Werner Nuremberg

from Wikipedia, the free encyclopedia

Werner Nürnberg (born March 17, 1909 in Essen , † March 21, 1986 in Berlin-Dahlem ) was a German professor of electrical engineering .

Life

Werner Nürnberg grew up in Saarland . From the summer semester of 1928 he studied at the Faculty of Electrical Engineering at the Technical University of Darmstadt . He completed his knowledge at the Sorbonne in Paris, where he took the opportunity to attend lectures by Marie Curie . After a short detour to the Technical University of Berlin, Nuremberg completed his studies in Darmstadt in December 1932.

From January 1933 Werner Nürnberg began working as a calculation and test field engineer at the AEG large machine factory in Brunnenstrasse in Berlin, which led him to become chief electrician. In March 1944 he received his doctorate from the Technical University of Berlin with a contribution on the asynchronous machine with double cage rotor to become a doctoral engineer. In September 1944 he was drafted into military service. After the end of the war he resumed his work at AEG until, after his habilitation in April 1946, from October of the same year, first as an associate professor and from 1949 as a full professor, he took over the chair for electrical machines at the Technical University of Berlin.

During his ordinariate he published publications on drive technology issues in rolling, problems of the skin effect and other special areas of electrical machines. With his books The Asynchronous Machine and the previously published work The Examination of Electrical Machines (both works were published in several editions by the scientific Springer Verlag), he provided the students and practicing engineers with tools for calculating the asynchronous machine and for testing all common machine types . In addition, he was co-editor of the theoretically oriented specialist journal Archiv für Elektrotechnik (today: Electrical Engineering , Springer-Verlag). On March 31, 1975 he ended his teaching activities and retired as emeritus .

Werner Nürnberg died just four days after his 77th birthday on March 21, 1986 in Berlin. His grave is in the forest cemetery in Zehlendorf .

Publications

  • Hanitsch, Nuremberg: The testing of electrical machines , Springer-Verlag, Berlin
  • Nuremberg: The asynchronous machine , Springer-Verlag

literature

Individual evidence

  1. ^ Hans-Jürgen Mende : Lexicon of Berlin burial places . Pharus-Plan, Berlin 2018, ISBN 978-3-86514-206-1 , p. 638.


**GOAL OF THE EXERCISE:** Nothing but the lines from the one that contains "Lock onto table." to the end of the records should be printed, both ends included, exactly as given.

Dataset records
§ §
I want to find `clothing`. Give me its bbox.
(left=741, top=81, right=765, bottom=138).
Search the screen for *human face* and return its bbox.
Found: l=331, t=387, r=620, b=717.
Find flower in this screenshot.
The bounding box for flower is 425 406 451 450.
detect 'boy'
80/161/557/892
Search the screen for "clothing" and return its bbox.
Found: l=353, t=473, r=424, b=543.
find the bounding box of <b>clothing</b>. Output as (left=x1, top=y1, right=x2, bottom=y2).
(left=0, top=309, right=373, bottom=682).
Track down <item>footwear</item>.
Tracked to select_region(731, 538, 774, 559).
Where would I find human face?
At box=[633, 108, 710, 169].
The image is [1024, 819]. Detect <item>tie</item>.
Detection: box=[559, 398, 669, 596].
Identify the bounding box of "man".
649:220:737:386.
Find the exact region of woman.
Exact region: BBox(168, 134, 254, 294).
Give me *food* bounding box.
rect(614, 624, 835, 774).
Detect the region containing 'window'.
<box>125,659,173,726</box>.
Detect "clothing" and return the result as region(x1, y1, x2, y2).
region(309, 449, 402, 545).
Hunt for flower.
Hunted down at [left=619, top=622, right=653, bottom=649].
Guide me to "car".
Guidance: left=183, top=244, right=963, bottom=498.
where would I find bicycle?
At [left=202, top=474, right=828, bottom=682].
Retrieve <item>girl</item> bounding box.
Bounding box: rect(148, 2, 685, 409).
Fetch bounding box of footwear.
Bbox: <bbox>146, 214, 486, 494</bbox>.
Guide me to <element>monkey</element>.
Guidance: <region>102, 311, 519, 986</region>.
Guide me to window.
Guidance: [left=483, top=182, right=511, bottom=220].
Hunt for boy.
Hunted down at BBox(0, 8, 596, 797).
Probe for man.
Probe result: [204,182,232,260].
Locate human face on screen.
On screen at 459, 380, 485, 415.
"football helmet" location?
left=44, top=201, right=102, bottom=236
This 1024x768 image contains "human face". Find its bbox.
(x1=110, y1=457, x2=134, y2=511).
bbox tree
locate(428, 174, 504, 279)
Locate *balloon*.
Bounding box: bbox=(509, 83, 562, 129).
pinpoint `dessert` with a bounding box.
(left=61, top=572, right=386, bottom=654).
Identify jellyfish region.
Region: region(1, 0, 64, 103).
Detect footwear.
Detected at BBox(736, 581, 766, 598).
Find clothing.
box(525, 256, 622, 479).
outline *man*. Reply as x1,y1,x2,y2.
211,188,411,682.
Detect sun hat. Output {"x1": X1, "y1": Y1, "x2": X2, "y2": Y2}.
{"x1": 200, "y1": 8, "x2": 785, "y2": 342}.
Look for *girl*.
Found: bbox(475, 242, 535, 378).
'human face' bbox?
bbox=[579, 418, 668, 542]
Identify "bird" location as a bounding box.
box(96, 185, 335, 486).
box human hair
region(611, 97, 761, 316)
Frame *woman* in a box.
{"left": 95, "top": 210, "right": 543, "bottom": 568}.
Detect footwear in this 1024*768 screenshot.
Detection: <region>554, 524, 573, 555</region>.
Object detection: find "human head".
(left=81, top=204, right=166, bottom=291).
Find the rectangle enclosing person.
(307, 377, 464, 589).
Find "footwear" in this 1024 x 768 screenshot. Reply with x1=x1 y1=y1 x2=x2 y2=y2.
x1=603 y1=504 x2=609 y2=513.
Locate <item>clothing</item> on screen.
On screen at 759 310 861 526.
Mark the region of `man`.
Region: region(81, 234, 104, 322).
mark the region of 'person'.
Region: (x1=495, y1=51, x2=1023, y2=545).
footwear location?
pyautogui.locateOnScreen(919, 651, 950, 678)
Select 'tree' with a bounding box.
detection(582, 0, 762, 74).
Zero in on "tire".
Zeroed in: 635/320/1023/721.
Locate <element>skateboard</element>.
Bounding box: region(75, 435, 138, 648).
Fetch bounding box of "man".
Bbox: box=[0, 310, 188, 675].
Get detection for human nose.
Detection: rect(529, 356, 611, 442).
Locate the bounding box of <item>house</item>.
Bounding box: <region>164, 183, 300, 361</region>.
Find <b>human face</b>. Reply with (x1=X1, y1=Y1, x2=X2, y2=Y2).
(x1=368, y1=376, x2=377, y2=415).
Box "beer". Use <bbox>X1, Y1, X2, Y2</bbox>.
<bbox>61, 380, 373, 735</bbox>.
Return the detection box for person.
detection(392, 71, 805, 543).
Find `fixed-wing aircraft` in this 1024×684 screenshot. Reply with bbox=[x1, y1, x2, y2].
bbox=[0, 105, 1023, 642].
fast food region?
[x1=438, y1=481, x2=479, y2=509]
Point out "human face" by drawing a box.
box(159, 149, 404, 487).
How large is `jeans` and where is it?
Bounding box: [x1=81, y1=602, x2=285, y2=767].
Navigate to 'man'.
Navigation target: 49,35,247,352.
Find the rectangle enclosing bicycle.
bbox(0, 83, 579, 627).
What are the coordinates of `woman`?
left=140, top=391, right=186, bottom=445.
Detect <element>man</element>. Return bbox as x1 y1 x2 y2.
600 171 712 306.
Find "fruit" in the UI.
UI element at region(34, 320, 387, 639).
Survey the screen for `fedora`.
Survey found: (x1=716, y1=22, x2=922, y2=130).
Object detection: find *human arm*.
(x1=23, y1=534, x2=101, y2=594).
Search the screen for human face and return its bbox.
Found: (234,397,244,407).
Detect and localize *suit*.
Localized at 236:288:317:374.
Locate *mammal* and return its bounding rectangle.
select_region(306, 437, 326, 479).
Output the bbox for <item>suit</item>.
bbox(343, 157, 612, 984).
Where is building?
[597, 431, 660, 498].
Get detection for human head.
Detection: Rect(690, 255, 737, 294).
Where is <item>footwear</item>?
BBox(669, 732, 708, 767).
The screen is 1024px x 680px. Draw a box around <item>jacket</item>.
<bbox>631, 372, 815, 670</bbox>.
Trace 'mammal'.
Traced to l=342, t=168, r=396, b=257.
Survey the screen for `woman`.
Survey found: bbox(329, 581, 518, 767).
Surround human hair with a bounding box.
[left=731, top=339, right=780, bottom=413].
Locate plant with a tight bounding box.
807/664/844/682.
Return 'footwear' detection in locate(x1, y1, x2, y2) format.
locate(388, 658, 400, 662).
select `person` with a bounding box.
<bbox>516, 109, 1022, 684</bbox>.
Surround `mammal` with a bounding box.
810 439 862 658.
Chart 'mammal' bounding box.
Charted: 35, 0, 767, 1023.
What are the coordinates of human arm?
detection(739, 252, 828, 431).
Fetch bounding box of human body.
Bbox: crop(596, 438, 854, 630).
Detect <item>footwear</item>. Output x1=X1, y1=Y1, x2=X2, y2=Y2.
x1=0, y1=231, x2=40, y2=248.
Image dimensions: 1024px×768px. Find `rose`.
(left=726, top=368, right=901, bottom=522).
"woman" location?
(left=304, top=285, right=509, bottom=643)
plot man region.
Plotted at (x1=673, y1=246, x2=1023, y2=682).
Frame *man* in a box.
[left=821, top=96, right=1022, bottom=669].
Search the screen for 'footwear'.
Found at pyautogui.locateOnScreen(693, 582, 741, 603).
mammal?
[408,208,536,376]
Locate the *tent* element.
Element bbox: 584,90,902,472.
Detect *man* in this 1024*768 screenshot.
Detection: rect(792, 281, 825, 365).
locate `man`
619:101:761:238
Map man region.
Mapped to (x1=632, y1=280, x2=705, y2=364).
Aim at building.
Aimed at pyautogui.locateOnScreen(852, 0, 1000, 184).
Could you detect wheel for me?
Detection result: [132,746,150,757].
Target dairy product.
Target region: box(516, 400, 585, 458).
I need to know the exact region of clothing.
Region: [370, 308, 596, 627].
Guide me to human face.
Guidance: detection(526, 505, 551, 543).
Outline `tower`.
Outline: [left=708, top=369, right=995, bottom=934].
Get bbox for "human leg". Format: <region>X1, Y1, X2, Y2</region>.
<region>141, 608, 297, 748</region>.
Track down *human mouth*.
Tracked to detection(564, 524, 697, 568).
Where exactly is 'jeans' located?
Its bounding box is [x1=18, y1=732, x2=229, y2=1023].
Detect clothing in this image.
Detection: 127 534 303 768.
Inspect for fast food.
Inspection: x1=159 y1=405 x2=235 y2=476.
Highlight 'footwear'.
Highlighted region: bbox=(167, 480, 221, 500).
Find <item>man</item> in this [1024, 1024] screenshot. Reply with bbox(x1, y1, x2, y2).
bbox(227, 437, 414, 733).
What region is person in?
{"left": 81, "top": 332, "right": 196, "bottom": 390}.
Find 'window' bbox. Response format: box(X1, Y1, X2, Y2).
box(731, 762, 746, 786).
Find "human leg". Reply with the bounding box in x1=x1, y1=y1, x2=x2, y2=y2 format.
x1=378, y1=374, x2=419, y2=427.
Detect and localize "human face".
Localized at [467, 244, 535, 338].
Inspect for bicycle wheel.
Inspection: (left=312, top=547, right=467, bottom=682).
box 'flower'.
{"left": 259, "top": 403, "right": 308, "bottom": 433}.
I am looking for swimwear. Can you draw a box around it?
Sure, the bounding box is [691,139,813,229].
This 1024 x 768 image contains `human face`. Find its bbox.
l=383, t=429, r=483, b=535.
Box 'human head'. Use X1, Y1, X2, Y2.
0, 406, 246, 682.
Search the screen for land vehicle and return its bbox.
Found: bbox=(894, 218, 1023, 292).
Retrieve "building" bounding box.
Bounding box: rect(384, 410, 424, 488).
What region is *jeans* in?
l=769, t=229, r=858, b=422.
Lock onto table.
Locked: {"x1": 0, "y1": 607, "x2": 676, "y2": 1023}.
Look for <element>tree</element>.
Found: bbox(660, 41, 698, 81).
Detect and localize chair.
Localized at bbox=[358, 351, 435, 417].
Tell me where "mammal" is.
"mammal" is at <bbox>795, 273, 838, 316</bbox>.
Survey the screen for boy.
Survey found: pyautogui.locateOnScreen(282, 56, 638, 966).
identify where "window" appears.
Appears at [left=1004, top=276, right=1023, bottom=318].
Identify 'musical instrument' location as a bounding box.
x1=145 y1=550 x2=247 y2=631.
§ §
**SOLVED PROBLEM:**
Lock onto table.
Locked: {"x1": 0, "y1": 607, "x2": 676, "y2": 1023}.
Look for <element>tree</element>.
Found: bbox(660, 41, 698, 81).
Detect and localize chair.
Localized at bbox=[358, 351, 435, 417].
Tell me where "mammal" is.
"mammal" is at <bbox>795, 273, 838, 316</bbox>.
Survey the screen for boy.
Survey found: pyautogui.locateOnScreen(282, 56, 638, 966).
identify where "window" appears.
Appears at [left=1004, top=276, right=1023, bottom=318].
Identify 'musical instrument' location as a bounding box.
x1=145 y1=550 x2=247 y2=631.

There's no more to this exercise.